Harlowton is my favorite of Montana’s Milwaukee Road towns. Its roots lay with the vision of Richard Harlow to build an independent central Montana railroad. When the Milwaukee Road assumed control of Harlow’s mini-empire, it turned Harlowton into one of the line’s key division points, the place where steam engines switched to electric power for the journey up and over the Rocky Mountains.
When I surveyed the town in 1984, I did so with the blessing and insight of Lon Johnson, then the historic architect of the Montana State Historic Preservation Office. Harlowton was a special case for Lon, especially the dream of restoring and reopening the magnificent State Theatre (1917), a hallmark of its days when Milwaukee passenger traffic promised so much for this small plains town.
Before the restoration could take place, however, the theatre caught fire in 1997 and plans were set aside until 2011 when a new effort to restore the building occurred, but a second fire in 2012 again stopped progress. The photos above from 2013 show that the hulk of the 1917 theatre remain but with the declining local population, renewal of the theatre will be difficult.
My great interest in Harlowton centered on the Milwaukee Road and its works. In 1984, the company’s bankruptcy was only a few years old. Down at the tracks, there was still the railroad line, the depot, the roundhouse, and other buildings. I considered these remnants, especially in the local context, as extremely significant. Afterwards, locals and the SHPO agreed and the Milwaukee Road depot historic district was created. Over the next 25 years, I would stop by Harlowton periodically to monitor the district, and noted with approval how the depot had been repaired. The roundhouse, unfortunately, was lost.

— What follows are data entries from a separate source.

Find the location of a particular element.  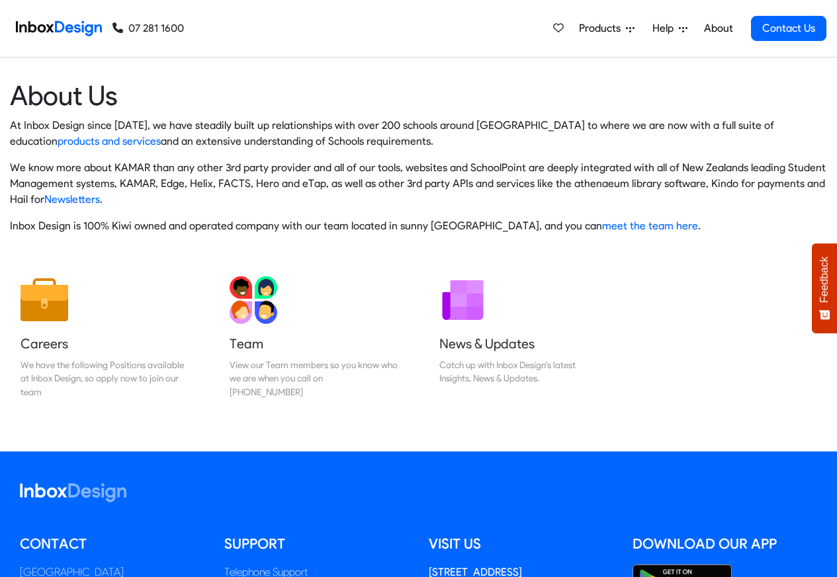

a: meet the team here is located at coordinates (649, 226).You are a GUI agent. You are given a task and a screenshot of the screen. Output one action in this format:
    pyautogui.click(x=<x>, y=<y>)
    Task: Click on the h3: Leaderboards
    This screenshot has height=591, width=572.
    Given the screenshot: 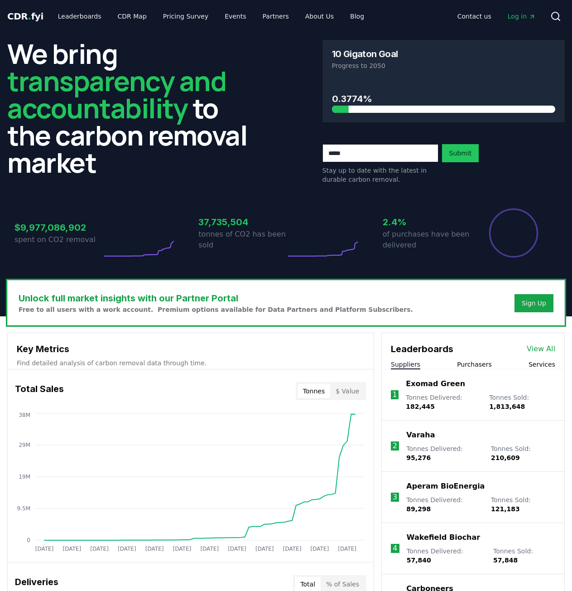 What is the action you would take?
    pyautogui.click(x=422, y=349)
    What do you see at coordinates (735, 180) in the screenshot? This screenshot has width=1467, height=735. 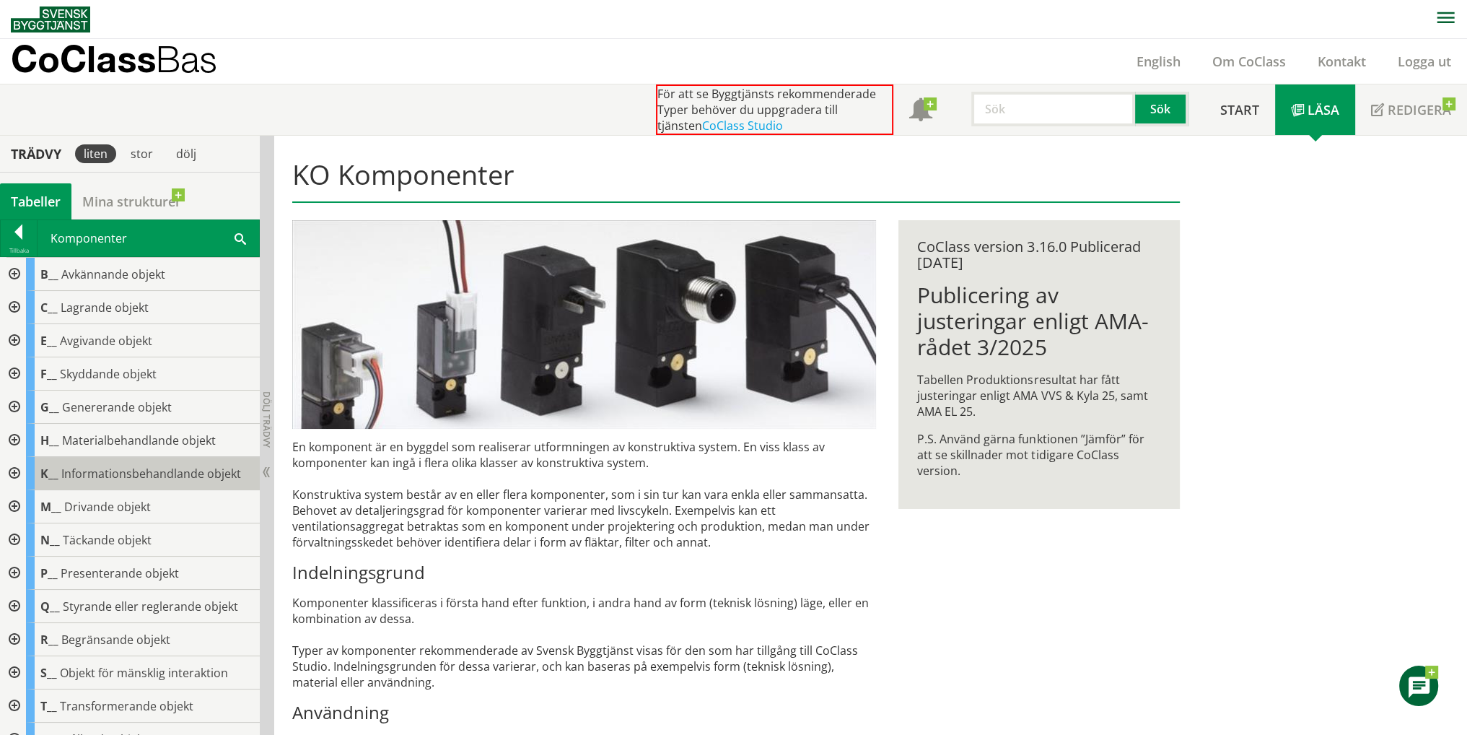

Looking north from the depot, on the bluffs of the Musselshell River overlooking the railroad tracks, stood a third key landmark, the Graves Hotel. My colleague Lon Johnson also had
been a big fan of this Queen Anne-styled stone railroad hotel, with the stone carved from the nearby bluffs. I too fell in love with the Graves, staying here periodically in the 1980s.
When I visited in 2006, however, the Graves looked good–from a recent repainting of its late Victorian detailing–but it was closed, and so it has remained ever since. I do not
pretend to have the answers on how do you maintain a large three-story National Register hotel that is miles from an interstate and located instead on a little-used-by-tourists route
(U.S. Highway 12), but even if the hotel can come partially back to life, it would be a real tourism boost to Harlowton.
It’s not like the local residents aren’t in the game and trying. The county museum, the Upper Musselshell Valley Museum, continues to grow its profile along Central Avenue. The buildings made of locally quarried stone, with late Victorian cornices, harken to the turn of the 20th century when Harlowton held such promise with the Milwaukee Road’s arrival.
The Harlo Theatre remains in business too, and is a throwback to small town theaters, and a rare survivor in today’s home entertainment world. Plus it is a cool building.
Despite missing out on the interstate, losing a railroad, and dropping a lot of population, there is still something to Harlowton that makes me return, trip after trip. More on that something in the next blog.
Love this, would like to see more. I have a lot of family history in Harlowton, and the Milwaukee Railroad played a big part.
I love this as a person who was born and raised in Harlowton. I enjoyed all of these buildings as I was growing up. My very first movie was in the old State theater. I was very small and the movie was Bambi. My first job when I was twelve was as an usher in the new theater. My second job when I was fifteen was as a waitress and dishwasher at the old Murray’s Cafe which is now the museum. I shopped many times in the old Penny’s, then Bain’s Department store. I was even a maid for a short time in the Graves Hotel. I held the contract for feeding the railroad crews first at my restaurant (the Star) uptown and again when I moved my restaurant down to the old Star Hotel. Many good memories.